The reality is somewhat different to that portrayed by the fantasies of western politicians and mainstream commentators. China is such a “threat” to the world that more than 150 nations, including a significant number of European nations, have signed up to the Chinese initiated Belt and Road Initiative, the largest peaceful economic co-operation agreement in history.
The real threat to Australia from China is that the latter has finally grown tired of the constant belligerent rhetoric from Australian sources and decided that its role as Australia’s largest source of foreign trade by a significant margin, largest source of foreign students, largest source of foreign tourists and third largest source of foreign investment is no longer in China’s interests to maintain. The economic consequences for Australia will be devastating.

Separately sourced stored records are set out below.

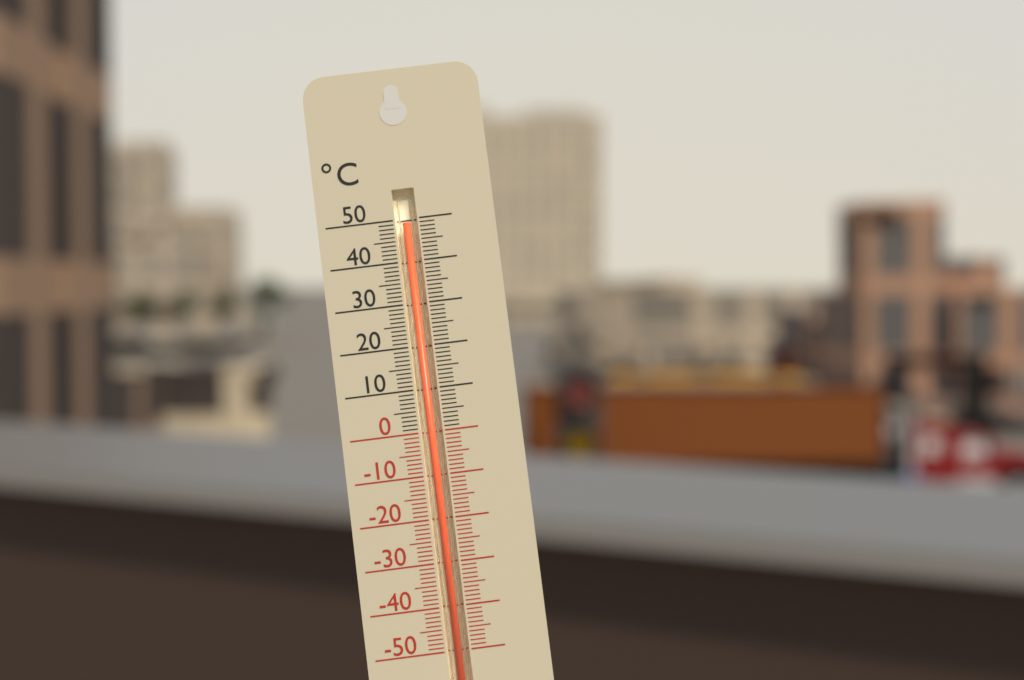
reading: 49 °C
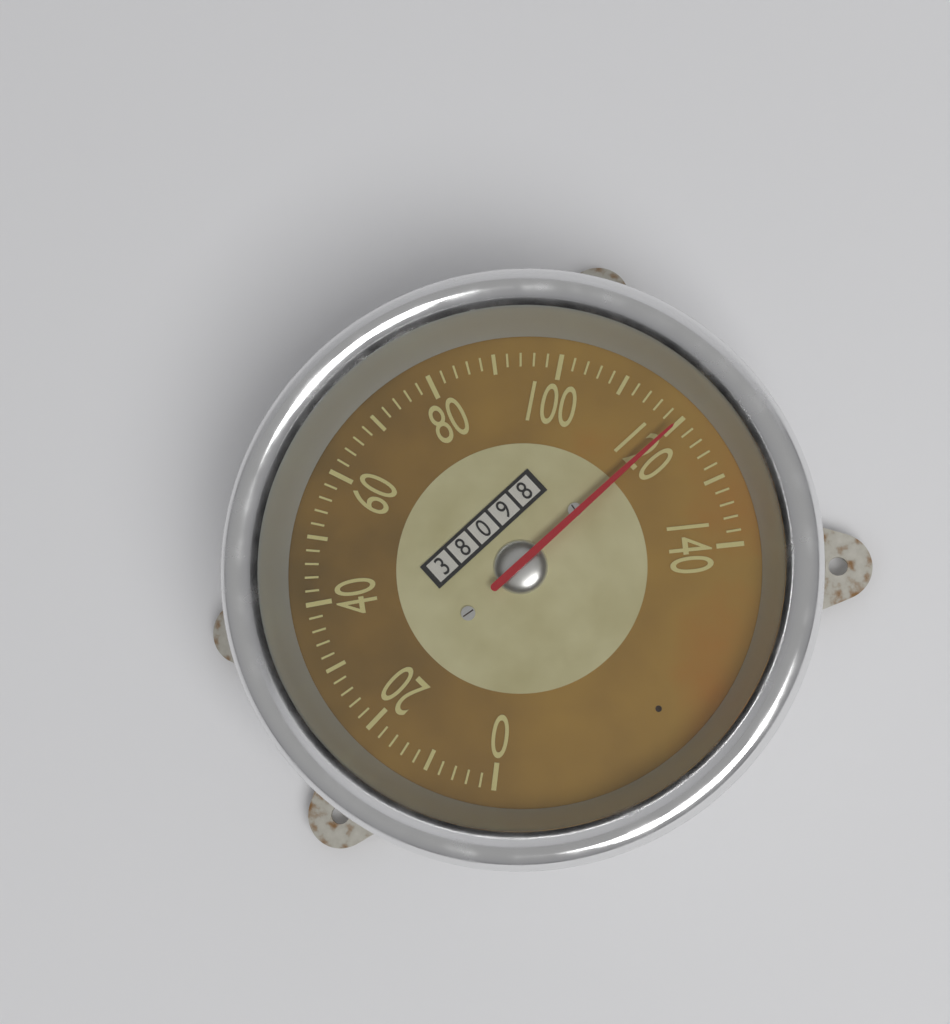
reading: 120 (no unit)
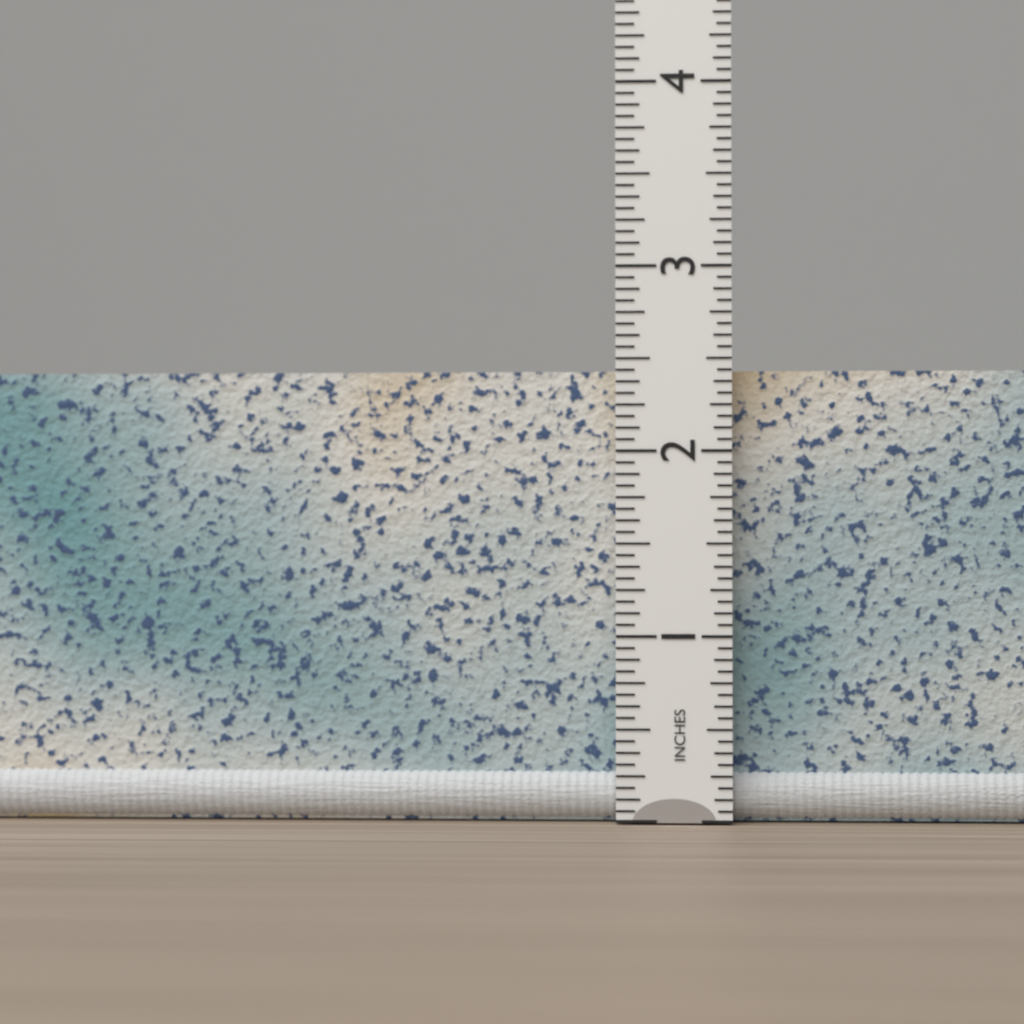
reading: 2.4375 in
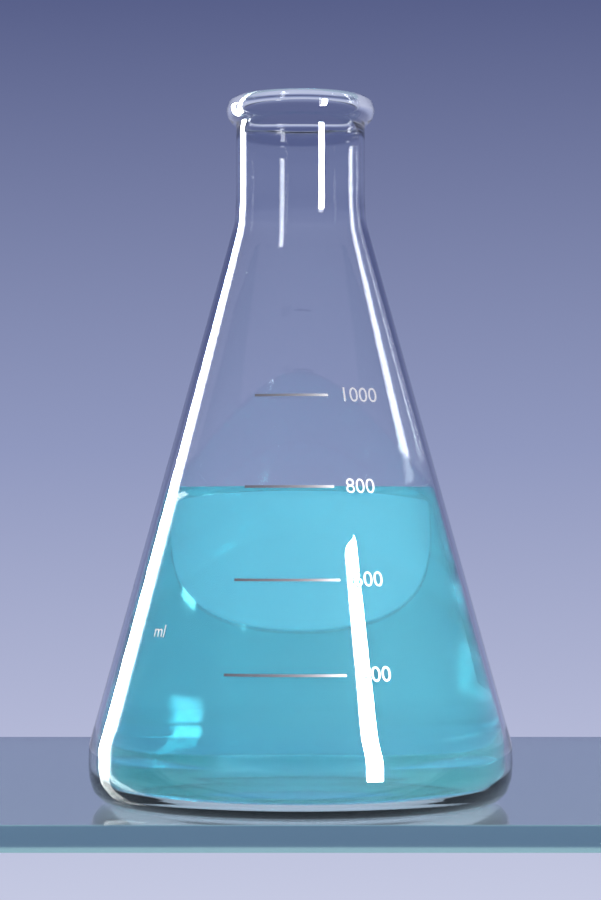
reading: 800 ml
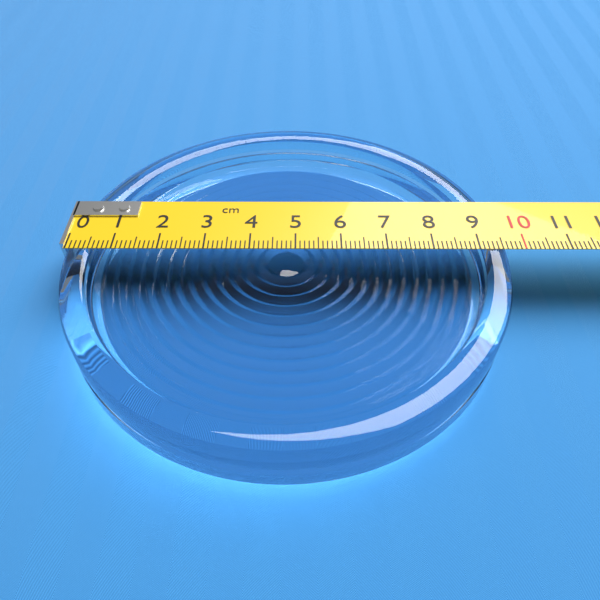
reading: 9.6 cm
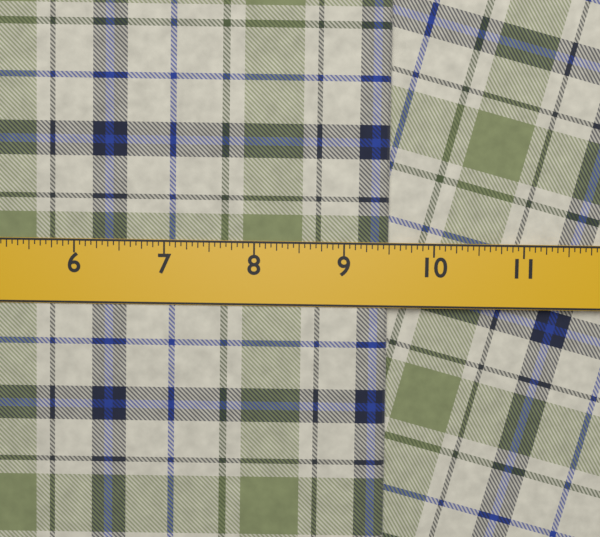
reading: 9.5000 in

The difference in military capability between Russia, Chinese close strategic partner, and the West is so great that Hartcher does not refer to it at all to avoid embarrassing comparisons. The Russians are highly unlikely to allow an American attack upon China. The Russians have at their disposal an array of nuclear weapons that vastly exceed the United States military arsenal and the Americans know it, even if Australian mainstream commentators insist in maintaining a fantasy image that it is not so.
These weapons include the Sarmat ICBM, a 10-15 individual weapons per rocket system capable of 35,000 km sub orbital flight; the Avangard Hypersonic missile; the Burevestnik nuclear tipped subsonic cruise missile with unlimited range; and the Zircon, a 9800 kmph Mach 9 anti-ship cruise missile with a 1000 km range.
There are others in the repertoire, but these make the point. There is no United States equivalent, let alone an Australian one, and by the time the United States does have similar weapons the Russians (and the Chinese with their Dong Feng 8-10 independently targetable nuclear warheads and an 11,000 km range) will have moved on to even more sophisticated weaponry.
In short, Australia’s defence policy, as announced by the Prime Minister on 1st July 2020 and articles such as those by Hartcher are frankly delusional. Rather than being a new approach to Australia’s defence interests, they are instead a repetition of outdated cliches from the last century. Worse, their attitudes reflects a dangerous misconception about the modern world that is contrary to Australia’s real national interests. The coming decade will be a painful lesson that will not be to Australia’s advantage.
James O’Neill, an Australian-based Barrister at Law, exclusively for the online magazine “New Eastern Outlook”.